With just ten days to go before polling day, deputy Labour leader George Brown was out on the hustings in Hyde’s new civic square.
Mr Brown and his wife Sophie were greeted with enthusiastic cheers from the crowd.
About 200 people turned up, including a few hecklers determined to put one of the Labour government’s most senior figures ‘on the spot’. Wages and unemployment were the two main topics they wanted to talk about.
Labour had been way ahead in the recent opinion polls, which had persuaded the PM Harold Wilson to call a snap General Election for Thursday, June 18.
Mr Brown, ‘suntanned and in a light grey suit’ as the North Cheshire Herald observed, was rallying support for Tom Pendry, the party’s Stalybridge and Hyde candidate who was aiming to succeed the retiring Labour MP Fred Blackburn.
Labour had started the second week of the election campaign “with our tails well up,” said Mr Brown, while the Conservatives remained “in a desperate situation... reduced to trying to talk Britain into an economic crisis. They would like you to believe we are in trouble. The fact of the matter is, we are not.”
Despite Labour’s optimism, the pollsters had got it wrong. A last minute swing to Ted Heath’s Tories produced a surprise win and a 30-seat majority.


Task goal: Return all lines below containing the word "compound".

Provided material:
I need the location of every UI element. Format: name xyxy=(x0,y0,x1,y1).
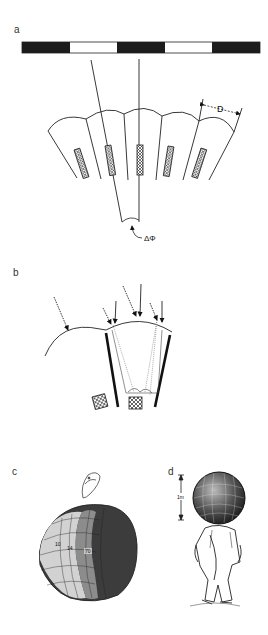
neighbor-facet-arc xyxy=(45,327,106,356)
cone-outline xyxy=(112,330,162,393)
grating-bar xyxy=(22,42,260,53)
scale-label: 1m xyxy=(177,494,184,500)
delta-phi-label: ΔΦ xyxy=(144,234,156,243)
region-label-10: 10 xyxy=(55,541,61,547)
panel-c: 10 14 70 xyxy=(39,473,137,601)
ray-paths xyxy=(113,320,157,395)
incoming-light-arrows xyxy=(54,284,162,330)
pigment-wall-right xyxy=(155,335,170,407)
region-label-70: 70 xyxy=(85,548,91,554)
rhabdom-main xyxy=(129,397,142,409)
head-outline-icon xyxy=(82,473,100,498)
pigment-wall-left xyxy=(106,333,118,407)
rhabdom-neighbor xyxy=(92,394,108,410)
figure-canvas: D ΔΦ xyxy=(0,0,268,635)
ray-line-left xyxy=(91,60,122,222)
dimension-d-indicator: D xyxy=(204,104,240,114)
giant-compound-eye xyxy=(193,472,245,524)
dimension-d-label: D xyxy=(217,104,224,114)
scale-bar-1m: 1m xyxy=(177,475,186,520)
panel-b xyxy=(45,284,172,410)
human-figure xyxy=(190,525,241,606)
compound-eye-map: 10 14 70 xyxy=(39,505,137,601)
ommatidia-fan xyxy=(48,99,242,180)
panel-d: 1m xyxy=(177,472,245,606)
region-label-14: 14 xyxy=(67,545,73,551)
panel-a: D ΔΦ xyxy=(22,42,260,243)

Solution to this task:
giant-compound-eye xyxy=(193,472,245,524)
compound-eye-map: 10 14 70 xyxy=(39,505,137,601)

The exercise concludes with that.